In Beijing Orthodox Easter is celebrated in Catholic church
Beijing (AsiaNews/Agencies) Orthodox Easter was celebrated in China on Sunday, May 2. The service was however conducted in Beijing's Catholic Cathedral since there are no Orthodox places of worship left in the country.
The mass, the first one in 40 years, was conducted by lay people since there are also no Orthodox priests in the country and Chinese law bans foreign priests.
China's oldest Orthodox priest, Fr Alexander Du Lifu, died in 2003 at the age of 80. He was survived by just two other Chinese-born Orthodox clergymen living in Beijing: Mikhail Li, who is currently based in Australia, and Evangel Lu, who in the meantime has moved to Shanghai. For this Easter, Orthodox believers had to get prior authorisation from City Hall.
The congregation thanked City Hall for its permission, and said they hope that they "would soon have an Orthodox priest of their own".
Most of the worshippers in attendance were Beijing residents, but some had come from Tianjin and Hebei (provinces to the south-east of the capital).
Another Easter service took place on the premises of the Russian Embassy in Beijing, but was not open to Chinese believers.
The Orthodox Church in China gained full autonomy from the Russian Orthodox Church in 1957, but with the Culture Revolution of 1966-67, the life of the local Orthodox community got almost frozen.
Currently, according to the External Church Relations Department of the Moscow Patriarchate there are an estimated 13,000 Orthodox Christians in the whole of China, 400 in the capital.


__PROBLEM STATEMENT__
Exactly as written, copy every line from the one containing "This screenshot has height=643, width=326." through the end of the records, with the pictures left out.

__DATA FOR REVIEW__
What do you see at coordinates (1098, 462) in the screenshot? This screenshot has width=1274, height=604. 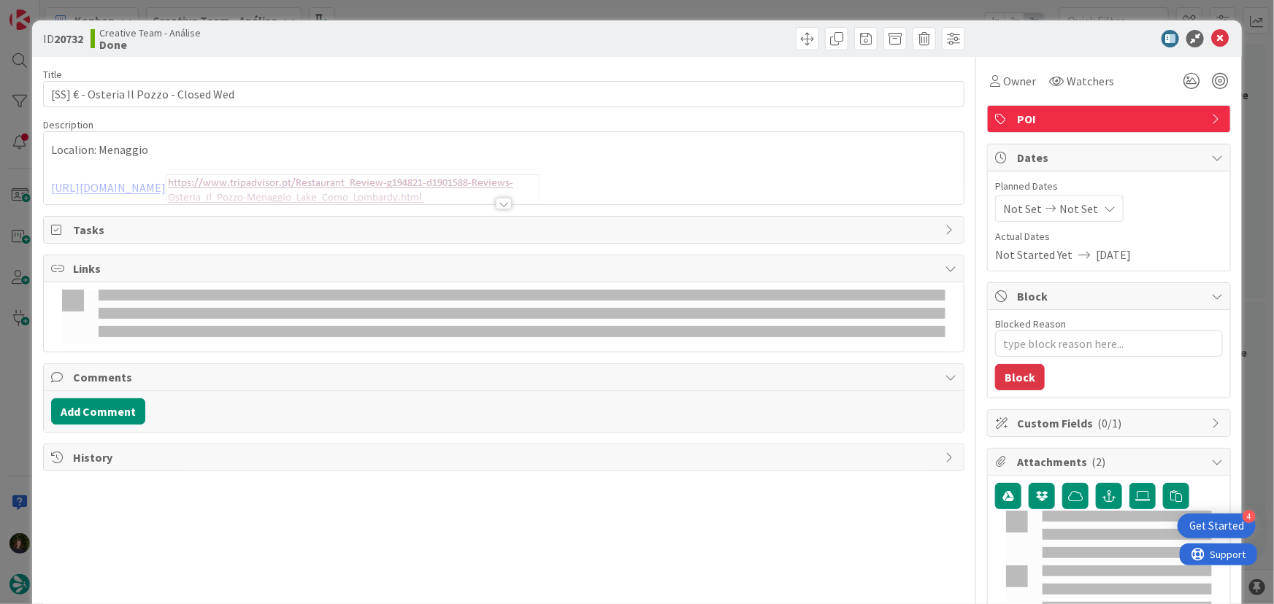 I see `span: ( 2 )` at bounding box center [1098, 462].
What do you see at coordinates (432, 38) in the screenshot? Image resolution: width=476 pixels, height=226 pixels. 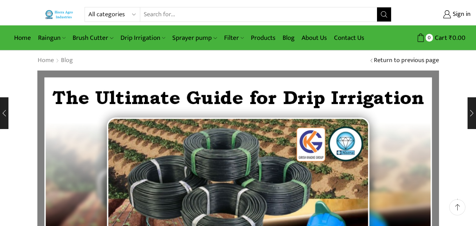 I see `a: 0 Cart ₹0.00` at bounding box center [432, 38].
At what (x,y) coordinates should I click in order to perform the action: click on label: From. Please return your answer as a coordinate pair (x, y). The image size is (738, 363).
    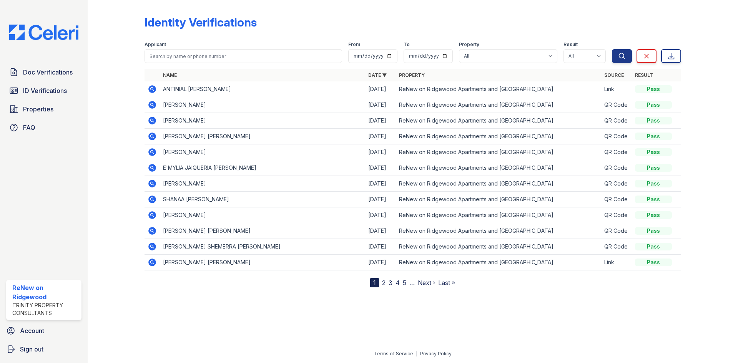
    Looking at the image, I should click on (354, 45).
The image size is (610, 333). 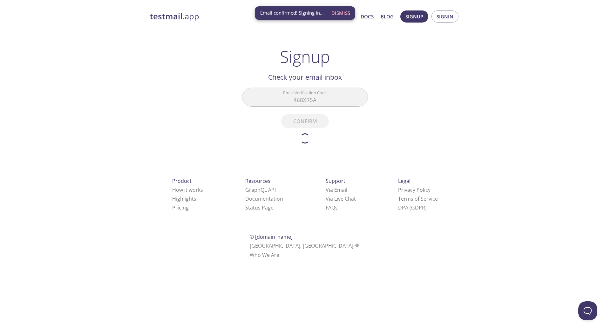 What do you see at coordinates (258, 181) in the screenshot?
I see `span: Resources` at bounding box center [258, 181].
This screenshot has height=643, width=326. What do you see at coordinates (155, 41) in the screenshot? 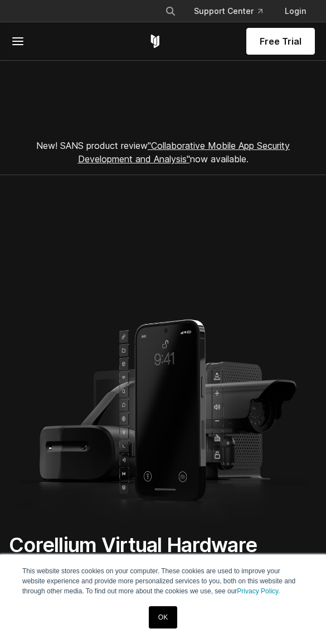
I see `a: Corellium Home` at bounding box center [155, 41].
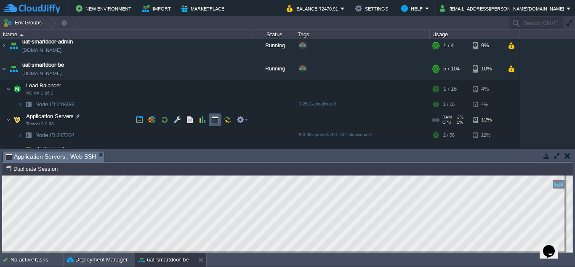 The image size is (575, 267). I want to click on div: 5 / 104, so click(451, 69).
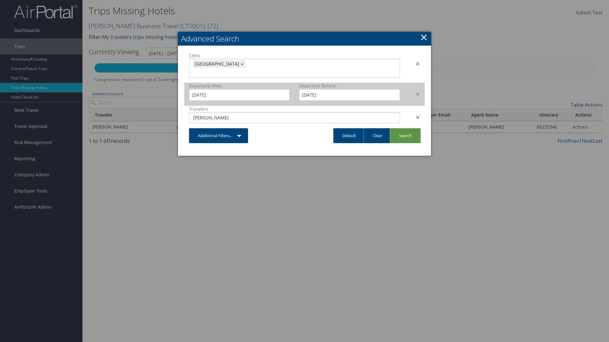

__TASK RESPONSE__
This screenshot has height=643, width=326. What do you see at coordinates (155, 41) in the screenshot? 
I see `a: Corellium Home` at bounding box center [155, 41].
 The image size is (575, 267). I want to click on div: 5 / 104, so click(451, 69).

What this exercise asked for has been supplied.